(iii) The third trouble of new boots is this: they are unseasoned and in bad condition, and so they squeak and make themselves an insulting commentary on one’s ways.
But these are but trifling troubles to what arises as the boots get into wear. Then it is the pinch comes in earnest. Of these TROUBLES OF THE WORN BOOT, I and my friend, before he desisted, reckoned up three principal classes.
(i) There are the various sorts of chafe. Worst of the chafes is certainly the heel chafe, when something goes wrong with the upright support at the heel. This, as a boy, I have had to endure for days together; because there were no other boots for me. Then there is the chafe that comes when that inner lining of the boot rucks up—very like the chafe it is that poor people are always getting from over-darned and hastily-darned socks. And then there is the chafe that comes from ready-made boots one has got a trifle too large or long, in order to avoid the pinch and corns. After a little while, there comes a transverse crease across the loose-fitting forepart; and, when the boot stiffens from wet or any cause, it chafes across the base of the toes. They have you all ways. And I have a very lively recollection too of the chafe of the knots one made to mend broken laces—one cannot be always buying new laces, and the knots used to work inward. And then the chafe of the crumpled tongue.
(ii) Then there are the miseries that come from the wear of the sole. There is the rick of ankle because the heel has gone over, and the sense of insecurity; and there is the miserable sense of not looking well from behind that many people must feel. It is almost always painful to me to walk behind girls who work out, and go to and fro, consuming much foot-wear, for this very reason, that their heels seem always to wear askew. Girls ought always to be so beautiful, most girls could be so beautiful, that to see their poor feet askew, the grace of their walk gone, a sort of spinal curvature induced, makes me wretched, and angry with a world that treats them so. And then there is the working through of nails, nails in the shoe. One limps on manfully in the hope presently of a quiet moment and a quiet corner in which one may hammer the thing down again. Thirdly, under this heading I recall the flapping sole. My boots always came to that stage at last; I wore the toes out first, and then the sole split from before backwards. As one walked it began catching the ground. One made fantastic paces to prevent it happening; one was dreadfully ashamed. At last one was forced to sit by the wayside frankly, and cut the flap away.

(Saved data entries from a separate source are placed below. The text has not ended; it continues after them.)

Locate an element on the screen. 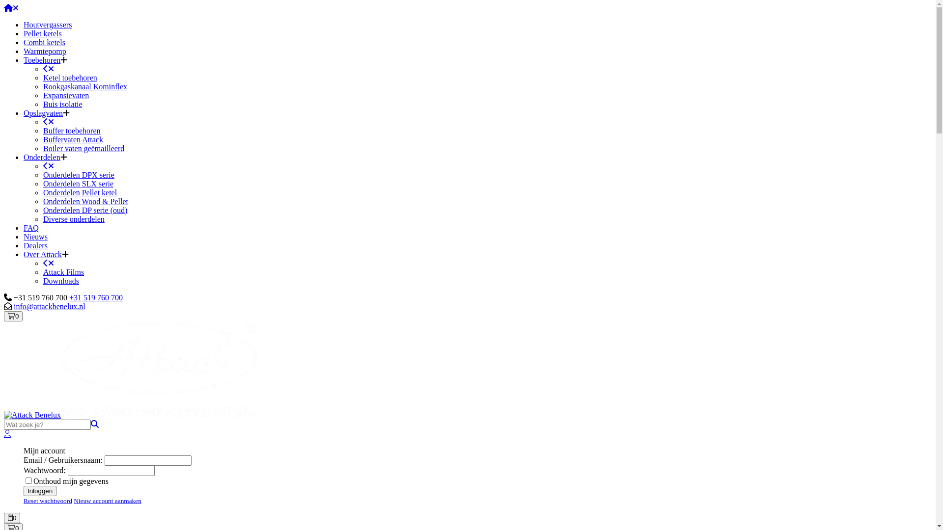 The height and width of the screenshot is (530, 943). Onderdelen DPX serie is located at coordinates (79, 175).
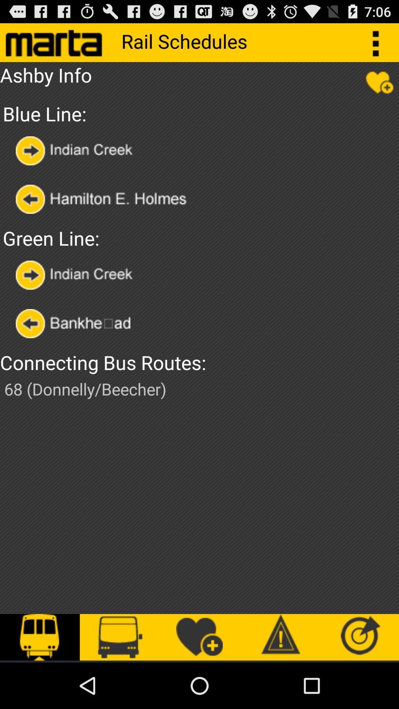 Image resolution: width=399 pixels, height=709 pixels. I want to click on go back, so click(80, 323).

(iii) Our third class of miseries we made of splitting and leaks. These are for the most part mental miseries, the feeling of shabbiness as one sees the ugly yawn, for example, between toe cap and the main upper of the boot; but they involve also chills, colds, and a long string of disagreeable consequences. And we spoke too of the misery of sitting down to work (as multitudes of London school children do every wet morning) in boots with soles worn thin or into actual holes, that have got wet and chilling on the way to the work-place....
From these instances my mind ran on to others. I made a discovery. I had always despised the common run of poor Londoners for not spending their Sundays and holidays in sturdy walks, the very best of exercise. I had allowed myself to say when I found myself one summer day at Margate: “What a soft lot all these young people must be who loaf about the band-stand here, when they might be tramping over the Kentish hills inland!” But now I repented me of that. Long tramps indeed! Their boots would have hurt them. Their boots would not stand it. I saw it all.
And now my discourse was fairly under way. “Ex pede Herculem,” I said; “these miseries of boots are no more than a sample. The clothes people wear are no better than their boots; and the houses they live in far worse. And think of the shoddy garment of ideas and misconceptions and partial statements into which their poor minds have been jammed by way of education! Think of the way that pinches and chafes them! If one expanded the miseries of these things.... Think, for example, of the results of the poor, bad, unwise food, of badly-managed eyes and ears and teeth! Think of the quantity of toothache.”
“I tell you, it does not do to think of such things!” cried my friend, in a sort of anguish; and would have no more of it at any price....
And yet in his time he had written books full of these very matters, before despair overtook him.